Union memberships keep declining. The latest Bureau of Labor Statistics report on union membership found the trend has not changed. This time, it's declined to the lowest point in United States history since the agency began keeping track.
In 2015, the public and private sector union membership rate was 11.1 percent of the combined workforce. It dropped to 10.7 percent in 2016, a loss of 240,000 union members.
For some perspective on the staggering losses unions have suffered, in 1983, the first year comparable data is available, labor unions had 17.7 million members. In 2016, there were only 14.6 million members. The hollowing out of union membership would be much worse if not for the public sector, where the membership rate is five times higher than the private sector.
Why the Decline?
Why is union membership, especially in the private sector, on a continuous decline? In part, many labor unions, like the Service Employees International Union (SEIU), have become appendages of the Democratic Party and reliant on government to ease union organizing rather than provide value to workers.

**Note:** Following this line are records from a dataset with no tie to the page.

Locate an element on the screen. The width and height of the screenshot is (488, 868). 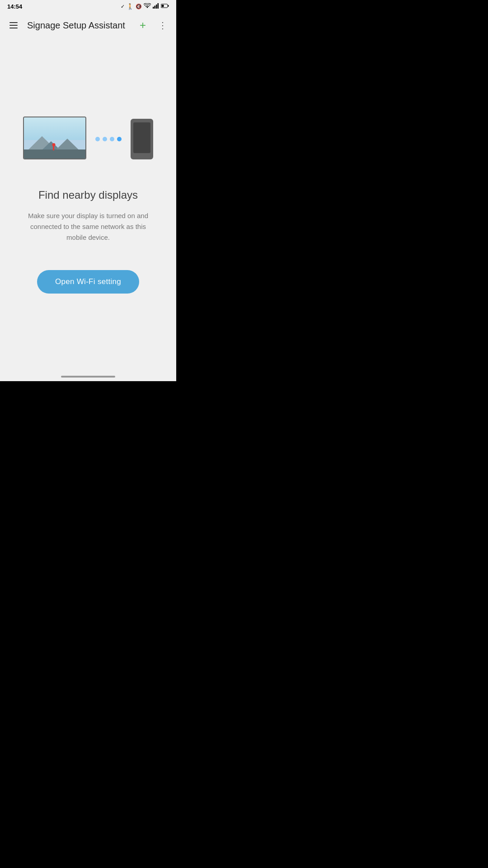
tv-illustration is located at coordinates (55, 139).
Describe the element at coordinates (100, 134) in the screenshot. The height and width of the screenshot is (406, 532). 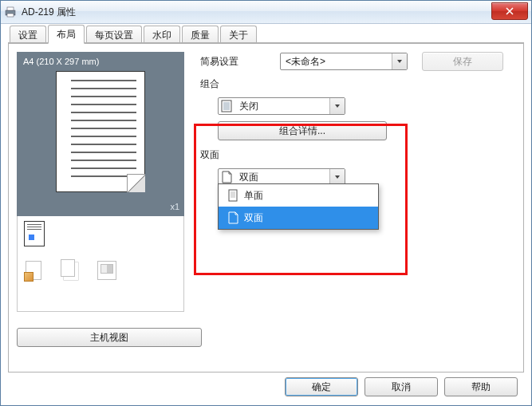
I see `preview-box: A4 (210 X 297 mm) 1 x1` at that location.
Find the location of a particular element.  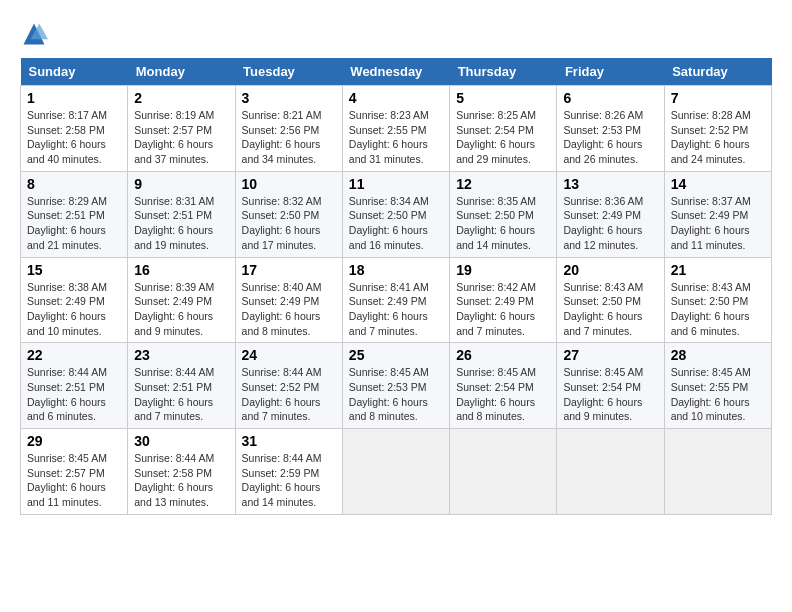

day-info: Sunrise: 8:41 AM Sunset: 2:49 PM Dayligh… is located at coordinates (396, 310).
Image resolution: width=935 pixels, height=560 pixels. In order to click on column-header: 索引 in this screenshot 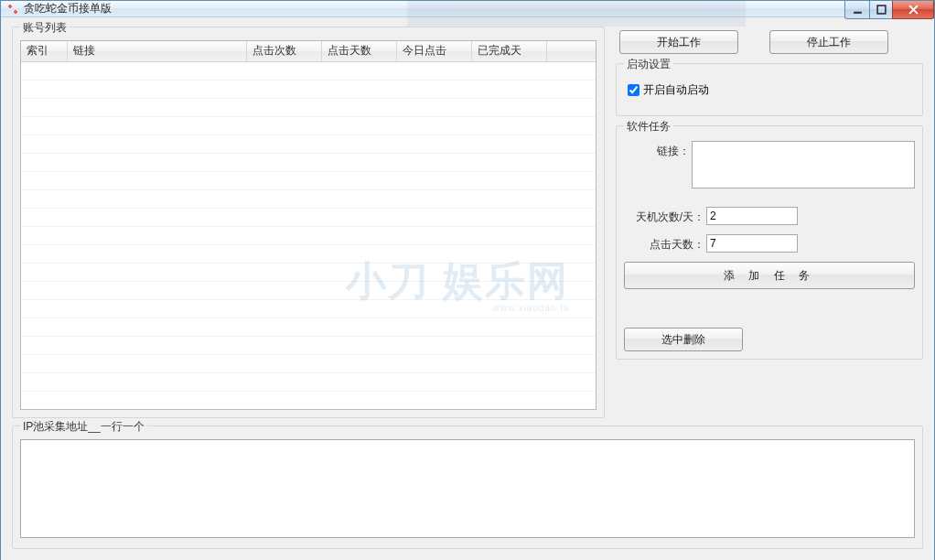, I will do `click(44, 51)`.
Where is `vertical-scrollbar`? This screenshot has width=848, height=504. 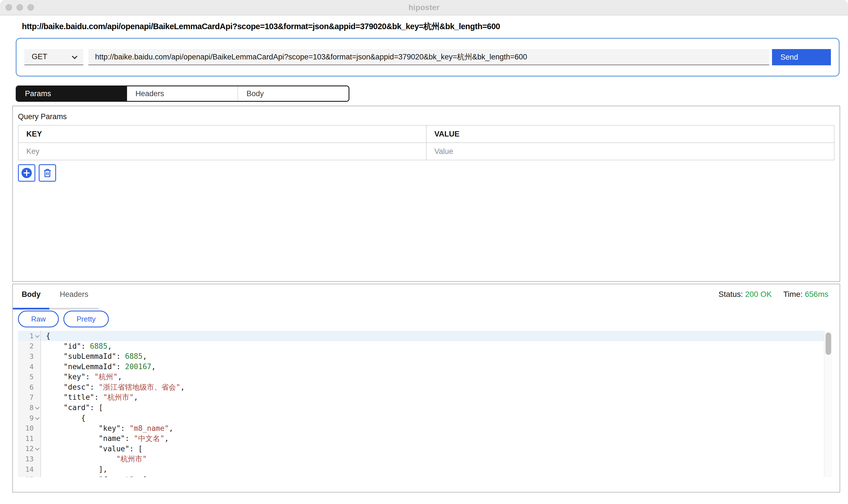 vertical-scrollbar is located at coordinates (828, 404).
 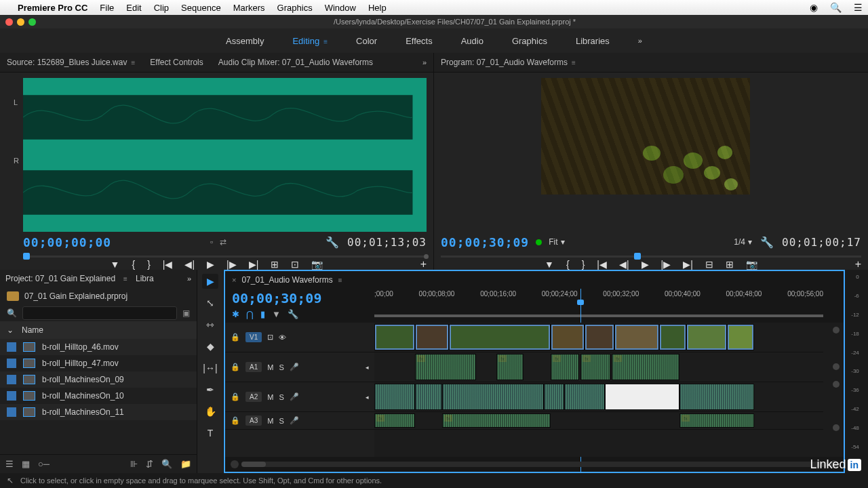 I want to click on pen-tool-icon: ✒, so click(x=210, y=390).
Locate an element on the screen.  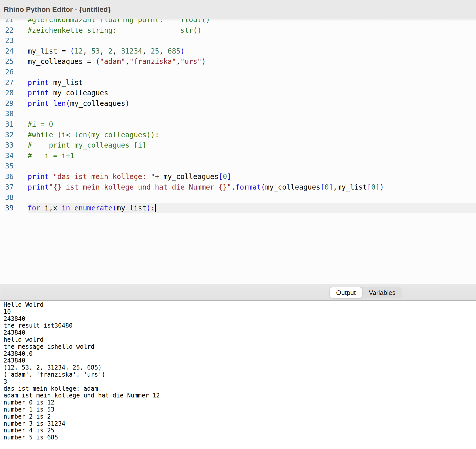
text-cursor is located at coordinates (155, 208).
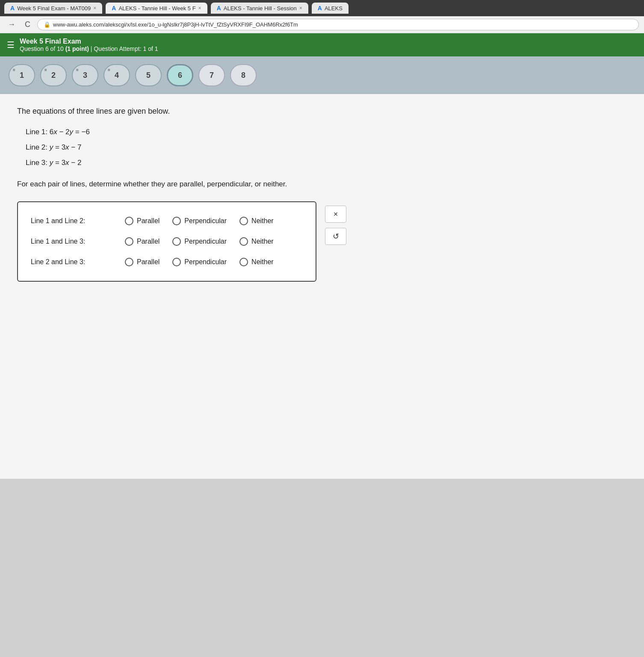 This screenshot has height=657, width=644. What do you see at coordinates (263, 262) in the screenshot?
I see `pair3-neither-label: Neither` at bounding box center [263, 262].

For example, the SEIU spent tens of millions of dollars worth of membership dues on politics in the past couple of election cycles, with nearly all the contributions going to Democrats. Such political bias is a turnoff to many union members. A large minority of union members vote Republican every election, and that was no different in this past election.
Additionally, if union membership continued to fall during the Obama administration, which did everything in its power to help unions at the expense of worker choice, then it's obvious something is wrong. Unions need to switch up the playbook on how to attract members. Perhaps use more membership dues on activities that directly benefit workers, like training and education, instead of politics and corporate campaigns.

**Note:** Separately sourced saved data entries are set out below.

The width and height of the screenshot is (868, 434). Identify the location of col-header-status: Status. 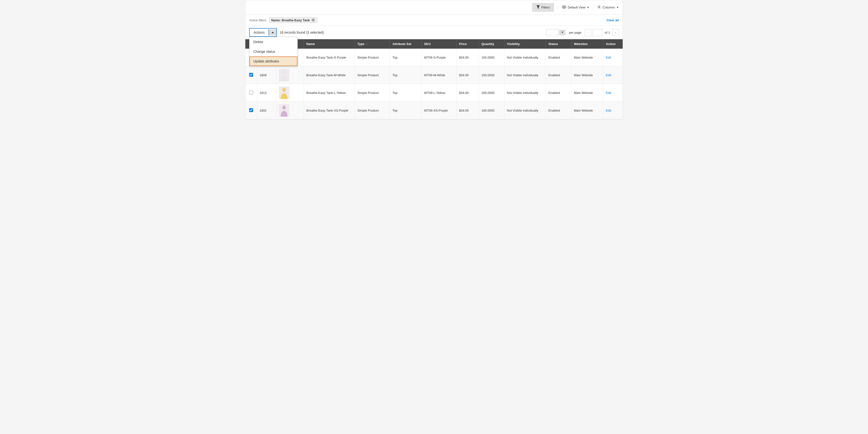
(559, 44).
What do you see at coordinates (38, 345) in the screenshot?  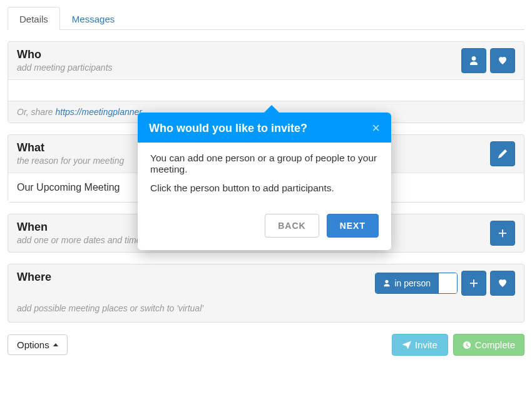 I see `options-button: Options` at bounding box center [38, 345].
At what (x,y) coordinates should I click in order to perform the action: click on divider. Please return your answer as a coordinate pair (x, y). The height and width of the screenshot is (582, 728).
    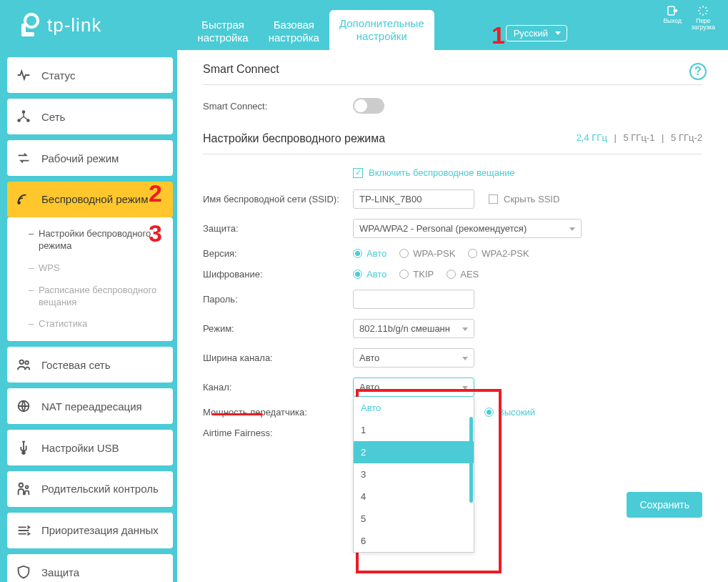
    Looking at the image, I should click on (453, 154).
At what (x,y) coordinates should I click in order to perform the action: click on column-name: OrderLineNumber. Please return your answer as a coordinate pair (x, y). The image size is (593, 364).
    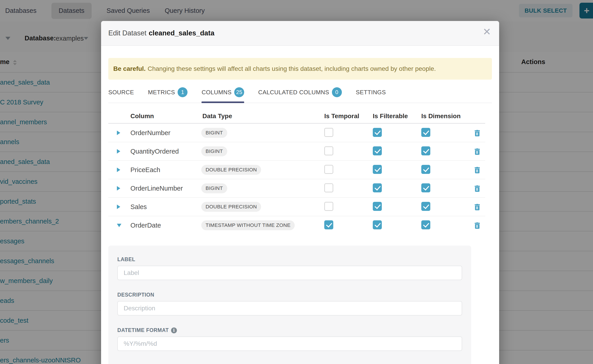
    Looking at the image, I should click on (154, 188).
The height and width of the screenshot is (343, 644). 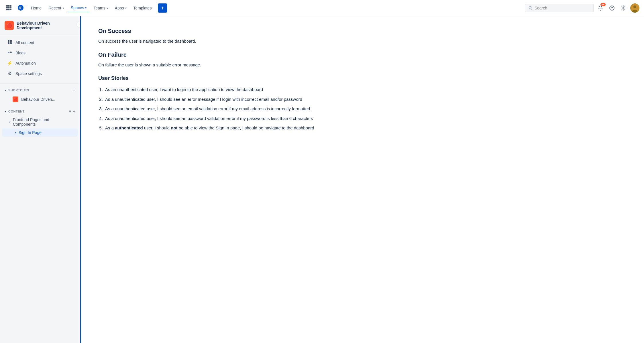 What do you see at coordinates (44, 74) in the screenshot?
I see `space-settings-label: Space settings` at bounding box center [44, 74].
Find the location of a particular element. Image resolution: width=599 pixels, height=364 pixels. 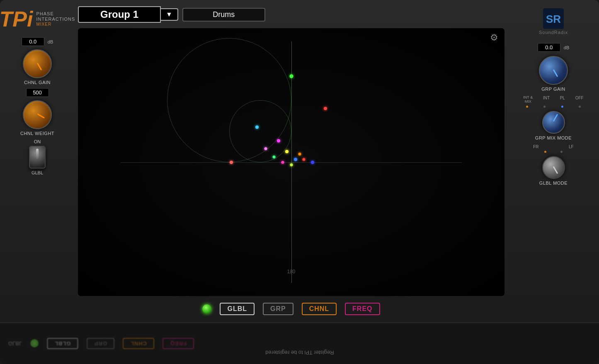

chnl-weight-indicator is located at coordinates (41, 116).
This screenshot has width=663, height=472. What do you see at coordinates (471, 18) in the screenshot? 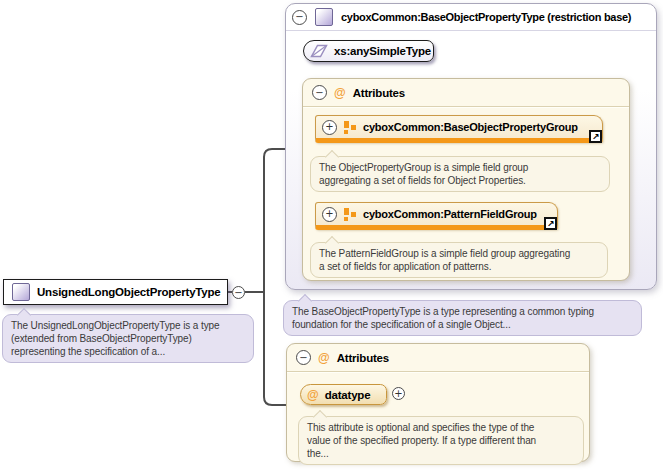
I see `base-type-header: − cyboxCommon:BaseObjectPropertyType (re…` at bounding box center [471, 18].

But so far, the SEIU and their ilk have chosen to double down on politics and smear tactics.
Over the last several years, the SEIU spent millions of dollars funding the "Fight for $15," a union front group, and paying high-profile consulting firms like Berlin Rosen to attack companies they wish to organize. While its primary purpose is to advocate for a $15 an hour minimum wage, its second purpose is to smear companies that the SEIU wants to organize.
Instead of organizing with the intent of gaining worker support, the SEIU applies public pressure and attempts to intimidate employers into signing card-check neutrality agreements, which take away workers' right to a secret-ballot election.
Focus on the People
Politically minded unions should heed the advice of one of their own, United Auto Workers Secretary-Treasurer Gary Casteel:
This is something I've never understood, that people think right-to-work hurts unions … To me, it helps them. You don't have to belong if you don't want to. So if I go to an organizing drive, I can tell these workers, 'If you don't like this arrangement, you don't have to belong,' versus, 'If we get 50 percent of you, then all of you have to belong, whether you like to or not.' I don't even like the way that sounds, because it's a voluntary system, and if you don't think the system's earning its keep, then you don't have to pay."Unions need to stop forcing themselves on workers and seeking government privilege to do so. The only way to reverse Big Labor's downward spiral is for unions to prove their worth to workers, something unions generally seem unwilling to do.
Reprinted from the Competitive Enterprise Institute.
Trey Kovacs
Trey Kovacs is a policy analyst at the Competitive Enterprise Institute, where he focuses on the economic impacts of labor policy.